Joker

DRAMA; 2hr 1min

STARRING: Joaquin Phoenix, Robert De Niro, Frances Conroy, Brett Cullen

Mirror image: Phoenix


In the opening shot of the express trip to Crazy Town that is filmmaker Todd Phillips’s Joker, failed clown Arthur Fleck (Phoenix, rail-thin and seemingly ravaged from within) sits in a social worker’s nondescript office. Laughing hysterically in uncomfortable close-up, his face is contorted with a conflicting mix of what looks to be grief, amusement and fury.

 

Uncontrollable laughter, it’s explained in the following, unpleasant scene, is a condition from which Arthur suffers. As freaky and grating as that repeated experience is, it’s the least of his horrendous worries, for the Crazy Town of Phillips’s and co-screenwriter Scott Silver’s blistering origin story is beleaguered, DC Comics Gotham City, home to a seething multitude of malcontents for whom Arthur will become the twisted patron saint.

 

From his spat-out perspective, the world in which Arthur struggles to exist is malevolently ugly. He lives in a depressing apartment with his infirm mother, Penny (Conroy), enduring the sting of repeated humiliation on a regular basis, until—old, sad, inevitable story—he finally snaps. Meanwhile, as Arthur splinters into psychosis, fat cat Thomas Wayne (Cullen), Gotham mayoral candidate and father of Batman-to-be Bruce, is yet another thorn in his side. “I used to think my life was a tragedy,” Arthur concludes after absolutely everyone—revered tonight show host Murray Franklin (De Niro) included—has contrived to let him down. “But now I realise it’s a fucking comedy.”

 

Comedy, as Arthur himself later points out while losing it completely on TV, is a matter of individual taste. Hence his tragi-creepy clown persona as a weapon of destruction and a paltry shield. His Joker persona transports him to a profane illusion of glory. But the battle he’s fighting with years of abuse is scarred too deep to win.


▶ **DIRECTIONS**
From first line to last, give the records again word for word and omit the pictures.

--- MATERIAL PROVIDED ---

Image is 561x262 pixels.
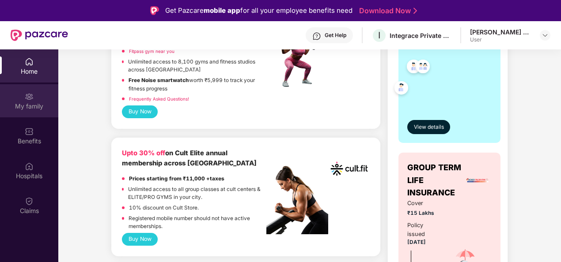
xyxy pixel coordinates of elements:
[312,32,321,41] img: svg+xml;base64,PHN2ZyBpZD0iSGVscC0zMngzMiIgeG1sbnM9Imh0dHA6Ly93d3cudzMub3JnLzIwMDAvc3ZnIiB3aWR0aD...
[204,6,240,15] strong: mobile app
[390,31,451,40] div: Integrace Private Limited
[414,123,444,132] span: View details
[407,221,439,239] div: Policy issued
[390,79,412,100] img: svg+xml;base64,PHN2ZyB4bWxucz0iaHR0cDovL3d3dy53My5vcmcvMjAwMC9zdmciIHdpZHRoPSI0OC45NDMiIGhlaWdodD...
[25,92,34,101] img: svg+xml;base64,PHN2ZyB3aWR0aD0iMjAiIGhlaWdodD0iMjAiIHZpZXdCb3g9IjAgMCAyMCAyMCIgZmlsbD0ibm9uZSIgeG...
[407,209,439,218] span: ₹15 Lakhs
[470,28,532,36] div: [PERSON_NAME] Pal
[541,32,549,39] img: svg+xml;base64,PHN2ZyBpZD0iRHJvcGRvd24tMzJ4MzIiIHhtbG5zPSJodHRwOi8vd3d3LnczLm9yZy8yMDAwL3N2ZyIgd2...
[266,28,328,90] img: fpp.png
[165,5,352,16] div: Get Pazcare for all your employee benefits need
[329,148,370,190] img: cult.png
[129,204,199,212] p: 10% discount on Cult Store.
[129,96,189,102] a: Frequently Asked Questions!
[25,197,34,206] img: svg+xml;base64,PHN2ZyBpZD0iQ2xhaW0iIHhtbG5zPSJodHRwOi8vd3d3LnczLm9yZy8yMDAwL3N2ZyIgd2lkdGg9IjIwIi...
[403,57,424,79] img: svg+xml;base64,PHN2ZyB4bWxucz0iaHR0cDovL3d3dy53My5vcmcvMjAwMC9zdmciIHdpZHRoPSI0OC45NDMiIGhlaWdodD...
[465,169,489,193] img: insurerLogo
[129,176,224,182] strong: Prices starting from ₹11,000 +taxes
[129,76,266,93] p: worth ₹5,999 to track your fitness progress
[122,106,158,118] button: Buy Now
[407,162,463,199] span: GROUP TERM LIFE INSURANCE
[378,30,380,41] span: I
[11,30,68,41] img: New Pazcare Logo
[122,233,158,246] button: Buy Now
[407,239,426,246] span: [DATE]
[129,215,266,231] p: Registered mobile number should not have active memberships.
[150,6,159,15] img: Logo
[325,32,346,39] div: Get Help
[25,127,34,136] img: svg+xml;base64,PHN2ZyBpZD0iQmVuZWZpdHMiIHhtbG5zPSJodHRwOi8vd3d3LnczLm9yZy8yMDAwL3N2ZyIgd2lkdGg9Ij...
[122,149,165,157] b: Upto 30% off
[359,6,414,15] a: Download Now
[412,57,434,79] img: svg+xml;base64,PHN2ZyB4bWxucz0iaHR0cDovL3d3dy53My5vcmcvMjAwMC9zdmciIHdpZHRoPSI0OC45MTUiIGhlaWdodD...
[266,166,328,235] img: pc2.png
[129,77,189,83] strong: Free Noise smartwatch
[413,6,417,15] img: Stroke
[128,58,266,74] p: Unlimited access to 8,100 gyms and fitness studios across [GEOGRAPHIC_DATA]
[407,120,450,134] button: View details
[25,162,34,171] img: svg+xml;base64,PHN2ZyBpZD0iSG9zcGl0YWxzIiB4bWxucz0iaHR0cDovL3d3dy53My5vcmcvMjAwMC9zdmciIHdpZHRoPS...
[25,57,34,66] img: svg+xml;base64,PHN2ZyBpZD0iSG9tZSIgeG1sbnM9Imh0dHA6Ly93d3cudzMub3JnLzIwMDAvc3ZnIiB3aWR0aD0iMjAiIG...
[129,49,174,54] a: Fitpass gym near you
[407,199,439,208] span: Cover
[128,185,266,202] p: Unlimited access to all group classes at cult centers & ELITE/PRO GYMS in your city.
[470,36,532,43] div: User
[122,149,257,167] b: on Cult Elite annual membership across [GEOGRAPHIC_DATA]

---

▶ **SOLUTION**
Image is 561x262 pixels.
xyxy pixel coordinates of elements:
[312,32,321,41] img: svg+xml;base64,PHN2ZyBpZD0iSGVscC0zMngzMiIgeG1sbnM9Imh0dHA6Ly93d3cudzMub3JnLzIwMDAvc3ZnIiB3aWR0aD...
[204,6,240,15] strong: mobile app
[390,31,451,40] div: Integrace Private Limited
[414,123,444,132] span: View details
[407,221,439,239] div: Policy issued
[390,79,412,100] img: svg+xml;base64,PHN2ZyB4bWxucz0iaHR0cDovL3d3dy53My5vcmcvMjAwMC9zdmciIHdpZHRoPSI0OC45NDMiIGhlaWdodD...
[25,92,34,101] img: svg+xml;base64,PHN2ZyB3aWR0aD0iMjAiIGhlaWdodD0iMjAiIHZpZXdCb3g9IjAgMCAyMCAyMCIgZmlsbD0ibm9uZSIgeG...
[407,209,439,218] span: ₹15 Lakhs
[470,28,532,36] div: [PERSON_NAME] Pal
[541,32,549,39] img: svg+xml;base64,PHN2ZyBpZD0iRHJvcGRvd24tMzJ4MzIiIHhtbG5zPSJodHRwOi8vd3d3LnczLm9yZy8yMDAwL3N2ZyIgd2...
[266,28,328,90] img: fpp.png
[165,5,352,16] div: Get Pazcare for all your employee benefits need
[329,148,370,190] img: cult.png
[129,204,199,212] p: 10% discount on Cult Store.
[129,96,189,102] a: Frequently Asked Questions!
[25,197,34,206] img: svg+xml;base64,PHN2ZyBpZD0iQ2xhaW0iIHhtbG5zPSJodHRwOi8vd3d3LnczLm9yZy8yMDAwL3N2ZyIgd2lkdGg9IjIwIi...
[403,57,424,79] img: svg+xml;base64,PHN2ZyB4bWxucz0iaHR0cDovL3d3dy53My5vcmcvMjAwMC9zdmciIHdpZHRoPSI0OC45NDMiIGhlaWdodD...
[465,169,489,193] img: insurerLogo
[129,176,224,182] strong: Prices starting from ₹11,000 +taxes
[129,76,266,93] p: worth ₹5,999 to track your fitness progress
[122,106,158,118] button: Buy Now
[407,162,463,199] span: GROUP TERM LIFE INSURANCE
[378,30,380,41] span: I
[11,30,68,41] img: New Pazcare Logo
[122,233,158,246] button: Buy Now
[407,239,426,246] span: [DATE]
[129,215,266,231] p: Registered mobile number should not have active memberships.
[150,6,159,15] img: Logo
[325,32,346,39] div: Get Help
[25,127,34,136] img: svg+xml;base64,PHN2ZyBpZD0iQmVuZWZpdHMiIHhtbG5zPSJodHRwOi8vd3d3LnczLm9yZy8yMDAwL3N2ZyIgd2lkdGg9Ij...
[122,149,165,157] b: Upto 30% off
[359,6,414,15] a: Download Now
[412,57,434,79] img: svg+xml;base64,PHN2ZyB4bWxucz0iaHR0cDovL3d3dy53My5vcmcvMjAwMC9zdmciIHdpZHRoPSI0OC45MTUiIGhlaWdodD...
[266,166,328,235] img: pc2.png
[129,77,189,83] strong: Free Noise smartwatch
[413,6,417,15] img: Stroke
[128,58,266,74] p: Unlimited access to 8,100 gyms and fitness studios across [GEOGRAPHIC_DATA]
[407,120,450,134] button: View details
[25,162,34,171] img: svg+xml;base64,PHN2ZyBpZD0iSG9zcGl0YWxzIiB4bWxucz0iaHR0cDovL3d3dy53My5vcmcvMjAwMC9zdmciIHdpZHRoPS...
[25,57,34,66] img: svg+xml;base64,PHN2ZyBpZD0iSG9tZSIgeG1sbnM9Imh0dHA6Ly93d3cudzMub3JnLzIwMDAvc3ZnIiB3aWR0aD0iMjAiIG...
[129,49,174,54] a: Fitpass gym near you
[407,199,439,208] span: Cover
[128,185,266,202] p: Unlimited access to all group classes at cult centers & ELITE/PRO GYMS in your city.
[470,36,532,43] div: User
[122,149,257,167] b: on Cult Elite annual membership across [GEOGRAPHIC_DATA]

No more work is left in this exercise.